Ulf Dittmer wrote:That assumes a Servlet 3.0 container, which are not widely used yet.



Yes, I'm using the 2.5 Java EE API where HttpServletResponse.getHeaders is not yet implemented.

It looks like 3.0 is still a draft specification? I don't think I am ready to adopt it yet.

Is there any other less obvious way to read the response headers?
14 years ago
Is there any way to read HTTP response headers with Servlets? HttpServletResponse does not seem to have anything that serves this purpose.

Also I'm using a JBoss server, so if there is no way to do this with the Servlet spec, is there some JBoss specific way of reading this information before it gets served?
14 years ago
I want to log HTTP Headers using Apache Axis 1.1 (may upgrade Axis2 eventually).

I am able to fetch the HttpServletRequest from the handler and log the request HTTP headers using that, but I cannot figure out how to access the response HTTP headers since HttpServletResponse does not seem to provide access to that information.
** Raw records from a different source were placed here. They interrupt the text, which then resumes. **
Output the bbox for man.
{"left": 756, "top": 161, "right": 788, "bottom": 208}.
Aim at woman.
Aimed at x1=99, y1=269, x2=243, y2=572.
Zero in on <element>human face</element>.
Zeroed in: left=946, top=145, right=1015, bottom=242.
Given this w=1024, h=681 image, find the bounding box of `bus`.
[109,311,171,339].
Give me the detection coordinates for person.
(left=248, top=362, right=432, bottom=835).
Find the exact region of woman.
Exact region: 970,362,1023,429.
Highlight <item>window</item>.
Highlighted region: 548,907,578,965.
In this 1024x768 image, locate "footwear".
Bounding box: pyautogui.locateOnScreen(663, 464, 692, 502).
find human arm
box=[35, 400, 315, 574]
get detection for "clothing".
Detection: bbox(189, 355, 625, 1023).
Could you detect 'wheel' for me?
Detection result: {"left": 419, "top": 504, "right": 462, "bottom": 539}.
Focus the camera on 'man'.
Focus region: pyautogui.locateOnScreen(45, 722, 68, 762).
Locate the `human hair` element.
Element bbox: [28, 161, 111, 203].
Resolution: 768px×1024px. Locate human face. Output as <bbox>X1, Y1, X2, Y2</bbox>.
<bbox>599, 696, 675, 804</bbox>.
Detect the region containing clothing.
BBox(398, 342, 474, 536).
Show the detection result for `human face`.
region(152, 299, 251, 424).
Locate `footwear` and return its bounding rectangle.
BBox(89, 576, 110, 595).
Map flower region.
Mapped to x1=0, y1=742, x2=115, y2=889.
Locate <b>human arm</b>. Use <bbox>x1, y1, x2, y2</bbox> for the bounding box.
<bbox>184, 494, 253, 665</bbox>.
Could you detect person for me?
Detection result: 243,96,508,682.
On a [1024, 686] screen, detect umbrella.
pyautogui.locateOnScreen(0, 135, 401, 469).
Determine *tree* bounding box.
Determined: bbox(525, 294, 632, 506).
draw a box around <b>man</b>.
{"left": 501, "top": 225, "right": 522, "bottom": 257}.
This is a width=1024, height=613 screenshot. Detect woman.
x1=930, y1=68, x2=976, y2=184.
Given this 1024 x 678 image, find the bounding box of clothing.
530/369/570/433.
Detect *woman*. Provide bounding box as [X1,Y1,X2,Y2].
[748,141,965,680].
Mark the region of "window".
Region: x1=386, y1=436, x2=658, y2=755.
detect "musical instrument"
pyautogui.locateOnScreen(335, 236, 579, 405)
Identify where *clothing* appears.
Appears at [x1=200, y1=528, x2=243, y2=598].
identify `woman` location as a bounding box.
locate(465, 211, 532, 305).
Is there a way to get at this information with Axis?

My technique for getting the request HTTP headers is like this by the way:



Is there way to do something similar with the response?

Also is there a way to have my handler run last in Axis 1.1?
14 years ago
I have an object that will start reading and writing a bunch of files from and to disk. I would like to be able to test this without actually having to write out data though.

In my initial implementation I was just passing around input and output directory strings and letting my object do what it needed to from there, but I realize this is hard to test. I was thinking to use InputStream and OutputStream parameters instead which would let me use byte streams in testing, I suppose, but I don't think I can write new files with OutputStreams.

Now I'm thinking to make a factory object that I will mock out later and return byte streams instead of file output streams in testing but this seems less than ideal. I'd really like to mock File and Stream objects but I'm not sure what the best approach for that is. I will need things like File.isDirectory, File.mkdir, and new FileOutputStream(new File(directory, newFileToCreate)). Sorry if I haven't done a good job of explaining my issue, but can anyone recommend some best practices for testing things that use File I/O in Java?